The Travel Kit Late 2020

You may remember that shortly after the Nikon Z6 and Z7 appeared, I suggested that the optimal two-lens travel kit was the 24-70mm f/4 S kit lens coupled with the F-mount 70-300mm f/4.5-5.6E AF-P lens on the FTZ adapter. That's still not a bad combination, at all, particularly if you use 300mm a lot. But today I'm going to alter my two lens travel suggestion for Z5, Z6, Z6 II, Z7, and Z7 II owners:

  • 14-30mm f/4 S — Extends you into wide territory without a lot of drama. Extreme corners can smear, particularly wide open, but this lens does a fine job for run-and-gun travel photography.
  • 24-200mm f/4-6.3 — The lens that's probably on your camera most of the time, since it adroitly moves from a fairly wide angle to a moderate telephoto without any significant issues. 

A Z6 kit with these two lenses clocks in at 61.1 ounces—less than four pounds; 1730g for my non-US friends—and is very pack friendly. You can consider modest-sized backpacks that have a camera+lens accessible area at the bottom with lots of general purpose storage at the top. Yet you're competently covering a 10.3 to 103° horizontal angle of view. If you need macro, add an extension tube and learn when and how to use it.

The reason why I mention this is because those of you considering picking up a Z system over the holiday are going to be confronted with Nikon's kit lens choices, or, in some cases, lack of kit lens choices. The temptation for the more casual shooter—and most travel photography is more casual in nature than highly specific—is going to be to pick up the 24-50mm or 24-70mm lens because of the way Nikon is pricing and kitting. There's a bit of deviousness to how Nikon is packaging product, though: they're trying to encourage more lens buying later on. 

There's nothing wrong with the 24-70mm f/4 S. Thing is, the 24-200mm is pretty much the same optically through that reduced focal range, but then gives you a competent, but slow aperture, 70-200mm on top of that, without having to change lenses. Nailed it. 

Of course, Z50 buyers should just pick up the two-lens kit that Nikon sells (16-50mm, 50-250mm).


* [Exercise goal] Report each line from the data below that holds the word "capital".

* [Given entries]
▶
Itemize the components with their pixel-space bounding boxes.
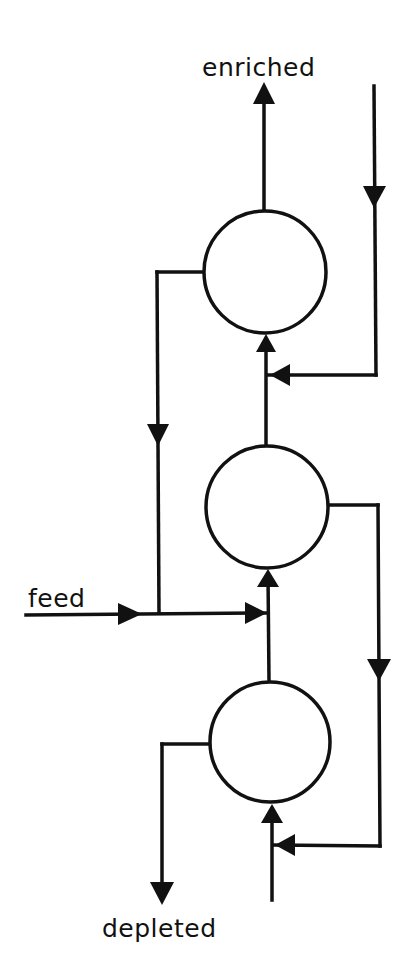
stage-middle	[206, 446, 328, 568]
arrow-down-icon	[147, 424, 169, 446]
arrow-down-icon	[363, 186, 386, 208]
arrow-up-icon	[256, 334, 276, 352]
arrow-up-icon	[253, 82, 275, 104]
enriched-label: enriched	[202, 53, 315, 82]
arrow-right-icon	[245, 602, 267, 624]
feed-label: feed	[28, 584, 85, 613]
depleted-output-flow	[150, 744, 208, 905]
arrow-left-icon	[275, 834, 295, 856]
bottom-to-middle-flow	[257, 569, 279, 681]
arrow-left-icon	[270, 364, 290, 386]
arrow-up-icon	[261, 804, 283, 823]
bottom-input-flow	[261, 804, 283, 900]
arrow-down-icon	[367, 659, 391, 681]
cascade-diagram: enriched feed depleted	[0, 0, 415, 980]
depleted-label: depleted	[102, 914, 217, 943]
top-left-recycle-flow	[147, 272, 203, 613]
arrow-up-icon	[257, 569, 279, 587]
arrow-right-icon	[118, 603, 142, 625]
enriched-output-flow	[253, 82, 275, 211]
arrow-down-icon	[150, 882, 174, 905]
stage-top	[204, 211, 326, 333]
stage-bottom	[210, 682, 330, 802]
middle-to-top-flow	[256, 334, 276, 446]
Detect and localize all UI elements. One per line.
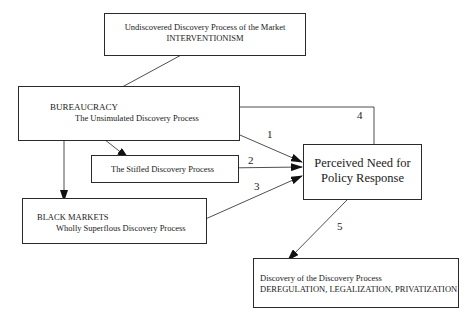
black-markets-title: BLACK MARKETS [37,212,109,222]
stifled-title: The Stifled Discovery Process [111,164,214,174]
bureaucracy-subtitle: The Unsimulated Discovery Process [75,113,199,123]
perceived-need-line2: Policy Response [304,171,421,186]
arrow-3-black-markets-to-perceived-need [192,176,302,225]
black-markets-node: BLACK MARKETS Wholly Superflous Discover… [22,198,207,244]
discovery-node: Discovery of the Discovery Process DEREG… [253,258,459,308]
perceived-need-node: Perceived Need for Policy Response [303,144,422,200]
interventionism-node: Undiscovered Discovery Process of the Ma… [104,13,306,56]
discovery-title: Discovery of the Discovery Process [260,273,382,283]
edge-label-5: 5 [337,220,343,232]
edge-label-1: 1 [267,128,273,140]
stifled-node: The Stifled Discovery Process [91,155,239,183]
interventionism-subtitle: Undiscovered Discovery Process of the Ma… [105,22,305,32]
interventionism-title: INTERVENTIONISM [105,33,305,43]
bureaucracy-title: BUREAUCRACY [50,102,118,112]
edge-label-2: 2 [248,154,254,166]
edge-label-3: 3 [254,180,260,192]
discovery-subtitle: DEREGULATION, LEGALIZATION, PRIVATIZATIO… [260,284,457,294]
bureaucracy-node: BUREAUCRACY The Unsimulated Discovery Pr… [18,86,240,141]
edge-label-4: 4 [357,109,363,121]
black-markets-subtitle: Wholly Superflous Discovery Process [56,223,186,233]
perceived-need-line1: Perceived Need for [304,156,421,171]
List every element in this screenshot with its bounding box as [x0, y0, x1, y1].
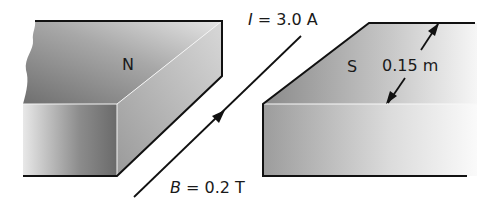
north-pole-label: N [122, 55, 134, 74]
field-label: B = 0.2 T [170, 178, 245, 197]
north-magnet-front-face [23, 104, 117, 176]
north-magnet: N [23, 21, 222, 176]
gap-width-label: 0.15 m [382, 56, 438, 75]
current-value: = 3.0 A [253, 10, 318, 29]
south-pole-label: S [347, 57, 357, 76]
current-label: I = 3.0 A [248, 10, 318, 29]
south-magnet-front-face [263, 104, 477, 176]
south-magnet: S [263, 23, 477, 176]
field-value: = 0.2 T [181, 178, 245, 197]
south-magnet-top-face [263, 23, 477, 104]
magnetic-force-diagram: N S 0.15 m I = 3.0 A B = 0.2 T [0, 0, 477, 221]
field-symbol: B [170, 178, 181, 197]
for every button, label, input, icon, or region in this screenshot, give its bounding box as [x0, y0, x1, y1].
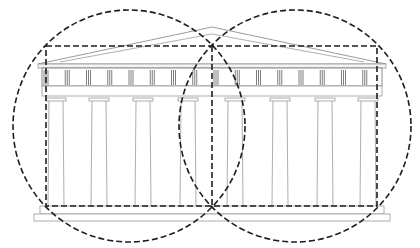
column-capital	[89, 98, 109, 101]
stylobate-step	[34, 214, 390, 221]
column-shaft	[272, 101, 288, 206]
diagram-canvas	[0, 0, 420, 248]
column-capital	[178, 98, 198, 101]
column-capital	[270, 98, 290, 101]
column-shaft	[135, 101, 151, 206]
column-shaft	[48, 101, 64, 206]
column-capital	[46, 98, 66, 101]
column-capital	[133, 98, 153, 101]
column-capital	[358, 98, 378, 101]
column-shaft	[360, 101, 376, 206]
column-shaft	[91, 101, 107, 206]
column-shaft	[227, 101, 243, 206]
column-shaft	[317, 101, 333, 206]
parthenon-diagram	[0, 0, 420, 248]
column-capital	[315, 98, 335, 101]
◀
* [Solution below]
column-capital	[89, 98, 109, 101]
column-capital	[178, 98, 198, 101]
column-capital	[270, 98, 290, 101]
column-capital	[46, 98, 66, 101]
column-capital	[133, 98, 153, 101]
column-capital	[358, 98, 378, 101]
column-capital	[315, 98, 335, 101]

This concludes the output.